■ **Exercise directions**: In the records below, find the line containing "Identify the location", then print it and every following line exactly, through the last, without pictures.

[Saved data entries]
═══

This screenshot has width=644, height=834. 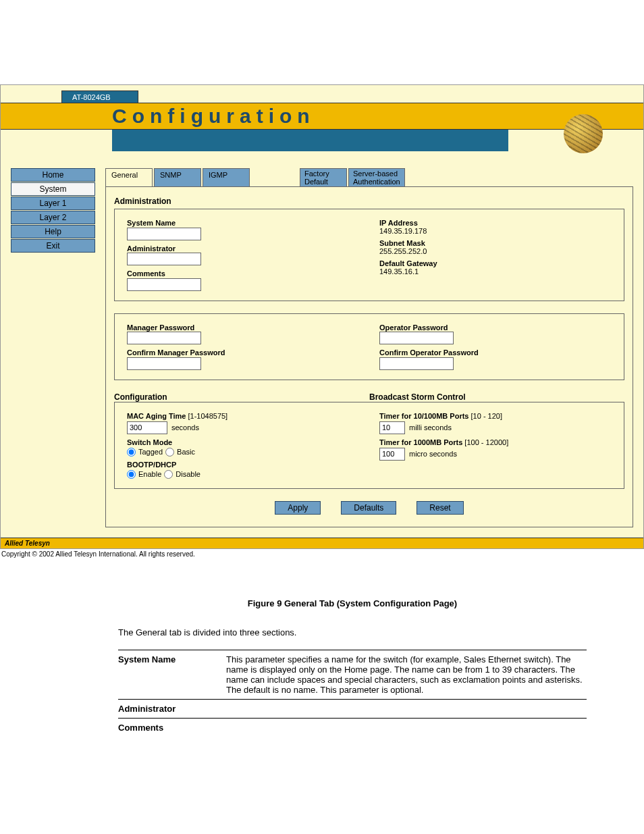 What do you see at coordinates (495, 223) in the screenshot?
I see `ip-label: IP Address` at bounding box center [495, 223].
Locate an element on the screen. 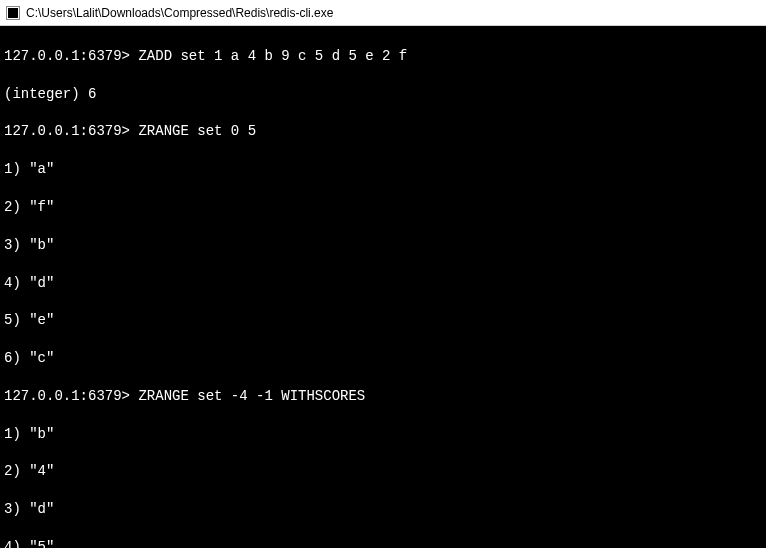  terminal-line: 5) "e" is located at coordinates (383, 320).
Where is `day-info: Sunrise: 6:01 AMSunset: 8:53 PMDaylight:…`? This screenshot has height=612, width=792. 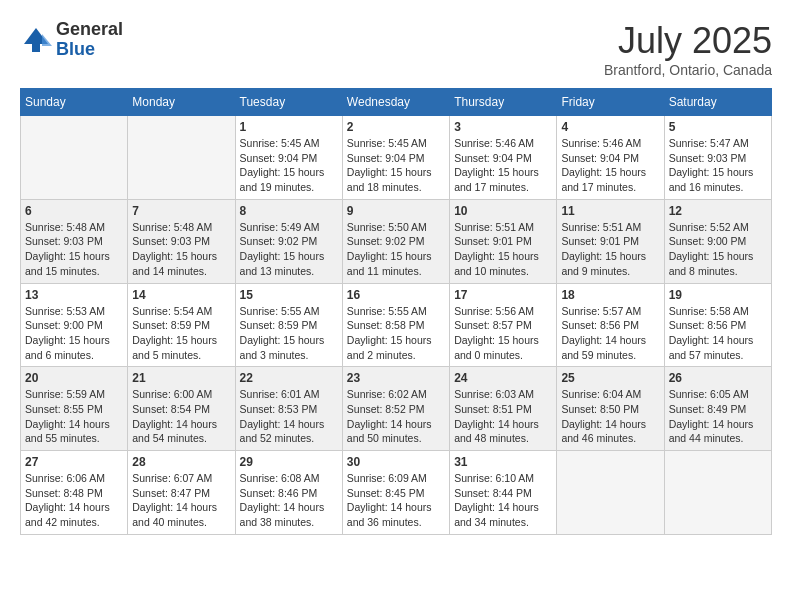
day-info: Sunrise: 6:01 AMSunset: 8:53 PMDaylight:… is located at coordinates (289, 416).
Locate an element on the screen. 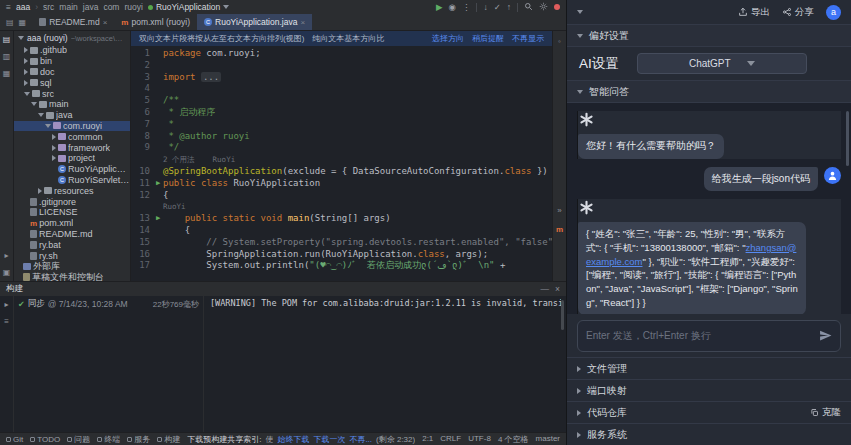  tree-item: ry.sh is located at coordinates (72, 256).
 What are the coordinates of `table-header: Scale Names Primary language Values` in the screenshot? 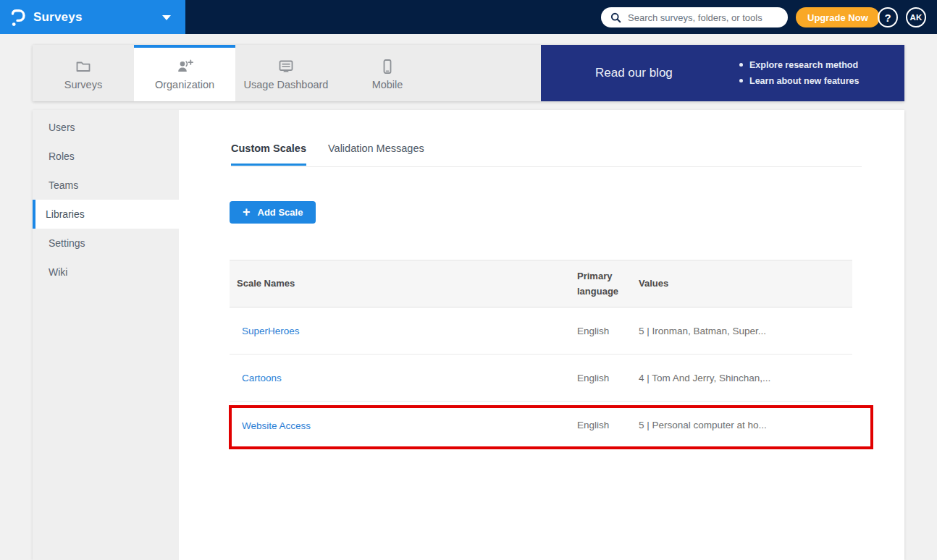 It's located at (541, 284).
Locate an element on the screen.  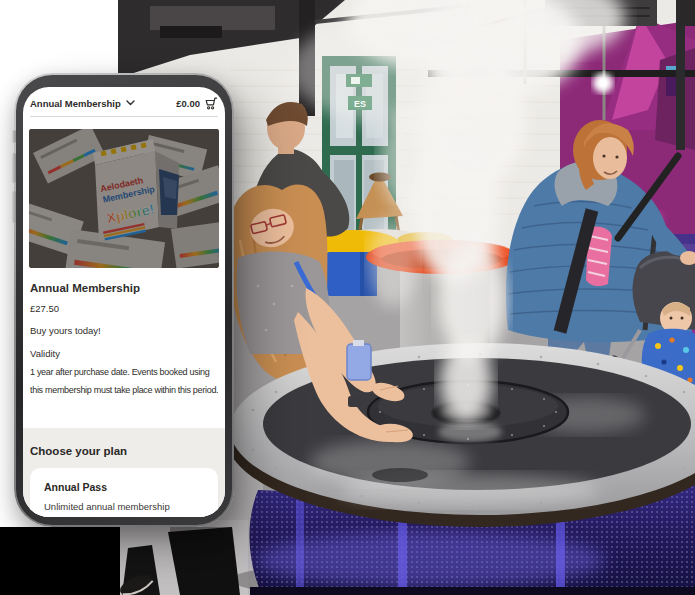
plan-section: Choose your plan Annual Pass Unlimited a… is located at coordinates (124, 472).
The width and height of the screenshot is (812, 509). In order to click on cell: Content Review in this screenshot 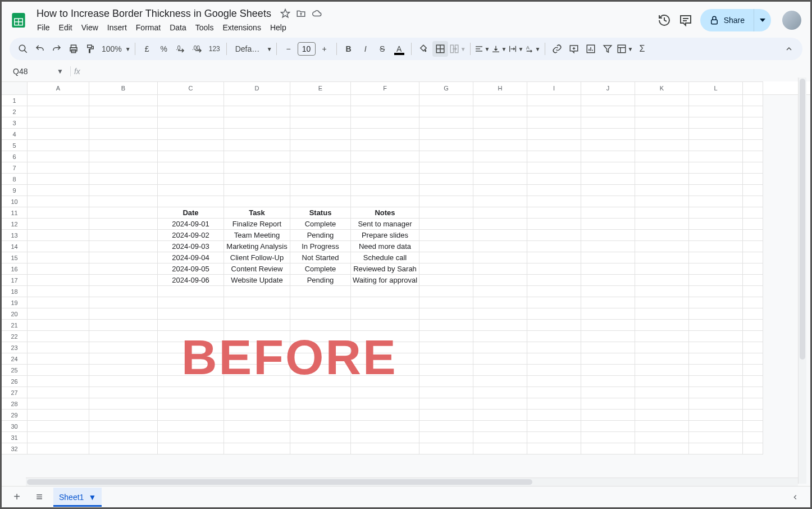, I will do `click(257, 269)`.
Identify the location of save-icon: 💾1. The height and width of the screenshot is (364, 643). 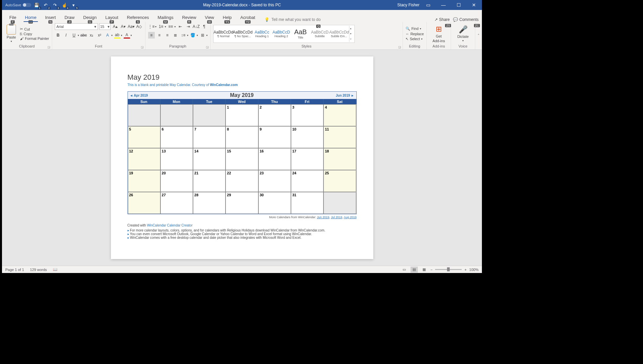
(37, 5).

═══

■ **Result**:
Identify the location of save-icon: 💾1. The height and width of the screenshot is (364, 643). 
(37, 5).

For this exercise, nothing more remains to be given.